Canada, a major energy producer, has become the first country to quit the Kyoto Protocol on climate change, saying the 1997 accord was an "impediment" on cutting global carbon emissions with top emitters like the US and China not covered by it.
"We are invoking Canada's legal right to formally withdraw from Kyoto," Environment Minister Peter Kent said, two days after a marathon UN climate conference in Durban, South Africa, at which 194 nations agreed to work on a new roadmap to curb global carbon emissions.
"As we said from the outset, the Kyoto Protocol did not represent the path forward for Canada," he said, stressing that Ottawa went to Durban "looking to reach an international climate change agreement that covers all major emitters."

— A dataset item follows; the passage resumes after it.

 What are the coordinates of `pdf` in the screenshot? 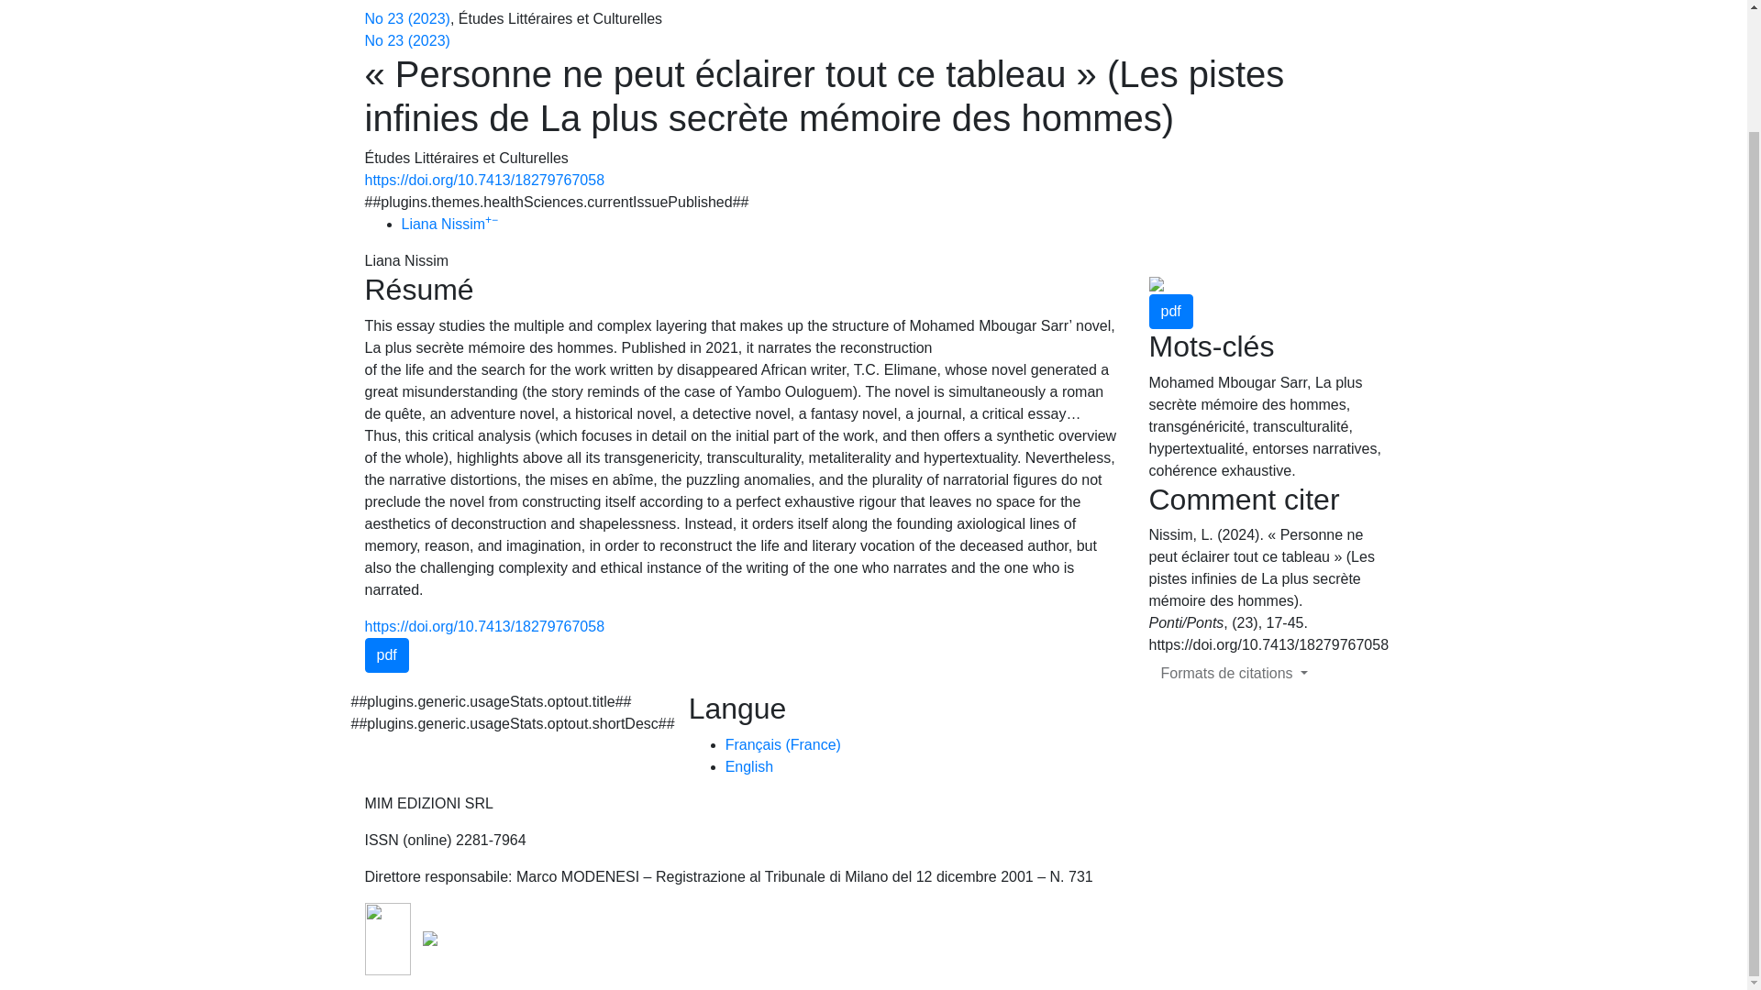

Before this week, the Kyoto Protocol covered less than 30% of global emissions. Now it covers less than 13% -- and that number is only shrinking. The Kyoto Protocol does not cover the world's two largest emitters - the United States and China - and therefore will not work, he said.

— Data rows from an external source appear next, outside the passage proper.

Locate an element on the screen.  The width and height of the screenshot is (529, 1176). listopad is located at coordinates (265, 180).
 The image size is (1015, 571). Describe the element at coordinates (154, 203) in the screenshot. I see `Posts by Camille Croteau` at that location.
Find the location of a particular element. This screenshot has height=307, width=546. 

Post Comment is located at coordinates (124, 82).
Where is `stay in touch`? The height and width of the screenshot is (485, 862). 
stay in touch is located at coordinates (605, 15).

"It is now clear that Kyoto is not the path forward for a global solution to climate change; instead, it is an impediment," Kent said in a statement.
"This decision formalises what we have said since 2006 that we will not implement the Kyoto Protocol," he said, while pointing out that Canada produced just two% of global emissions.
"We remain committed to negotiating an international climate change agreement that works. That means getting a pact that involves all the major emitters," he said.
The Kyoto Protocol, initially adopted in Kyoto, Japan, in 1997, is the only legally-binding treaty aimed at fighting global warming. Kyoto's first phase was due to expire at the end of next year but has now been extended until 2017.
Canada is one of the few developed nations that are net exporters of energy. The immense Athabasca oil sands give Canada the world's second-largest proven oil reserves, after Saudi Arabia.